Patriot Software charges the lowest base fee and the lowest per-employee fee of the full-service providers in this comparison, and it still files federal, state and local taxes. It also sells a cheaper self-file tier for businesses that lodge their own returns. Whether it beats Gusto or OnPay at your headcount depends on the mix of base fee and per-employee fee, so set your employee count in the calculator above to see the real monthly figure.

Do I need full-service tax filing, or can I file myself?

Full-service means the provider withholds, deposits and files your federal, state and local payroll taxes and takes on the penalty risk if a deposit is late. Self-file is cheaper (Patriot Software's Basic tier is the example here) but leaves you responsible for every deposit deadline in every state you operate in, and the IRS penalty for a late deposit escalates the longer it runs. For most small businesses the full-service premium is small enough that self-filing is a false economy.

What happens if I hire an employee in another state?

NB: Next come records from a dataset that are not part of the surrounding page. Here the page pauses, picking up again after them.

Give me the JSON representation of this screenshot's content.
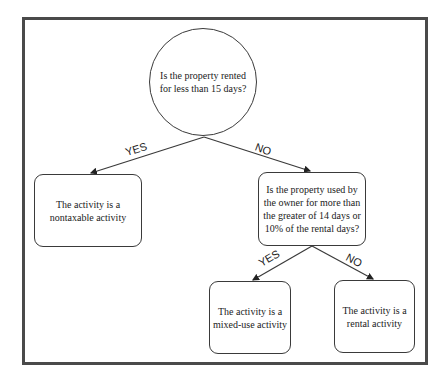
{
  "diagram": {
    "type": "decision-tree",
    "root": {
      "question": "Is the property rented for less than 15 days?"
    },
    "branches": {
      "root_yes_label": "YES",
      "root_no_label": "NO",
      "second_yes_label": "YES",
      "second_no_label": "NO"
    },
    "nodes": {
      "nontaxable": "The activity is a nontaxable activity",
      "second_question": "Is the property used by the owner for more than the greater of 14 days or 10% of the rental days?",
      "mixed_use": "The activity is a mixed-use activity",
      "rental": "The activity is a rental activity"
    },
    "colors": {
      "line": "#3a3a3a",
      "frame": "#4a4a4a",
      "background": "#ffffff"
    }
  }
}
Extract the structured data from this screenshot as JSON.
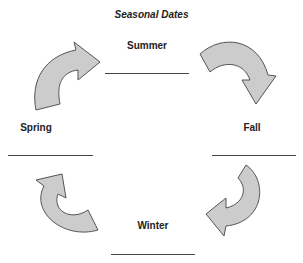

You generally have to register with that state's tax and unemployment insurance agencies before their first pay run, withhold that state's income tax, and file its returns, even if your business is nowhere near it. Every provider ranked here includes multi-state payroll, so the software side is covered, but the state registrations are yours to obtain. Check whether the provider will register on your behalf, as a state registration service, or simply file once you have the account numbers.

Can the same software pay W-2 employees and 1099 contractors?

Yes. Every pick here files both W-2s and 1099s, so you do not need a second system for contractors. What varies is the price: some providers charge the full per-employee fee for a contractor, while others sell a cheaper contractor-only rate. The classification itself is not the software's decision, and getting it wrong is expensive, so if a contractor works set hours under your direction, treat them as an employee.

How does SMBCompare choose the best payroll software for small business?

We are independent and not owned by any provider. Our picks weigh price, features and US fit for small business, using live pricing from our database, last checked July 14, 2026. The comparison table lets you estimate each option at your own numbers. See How we compare for our full method.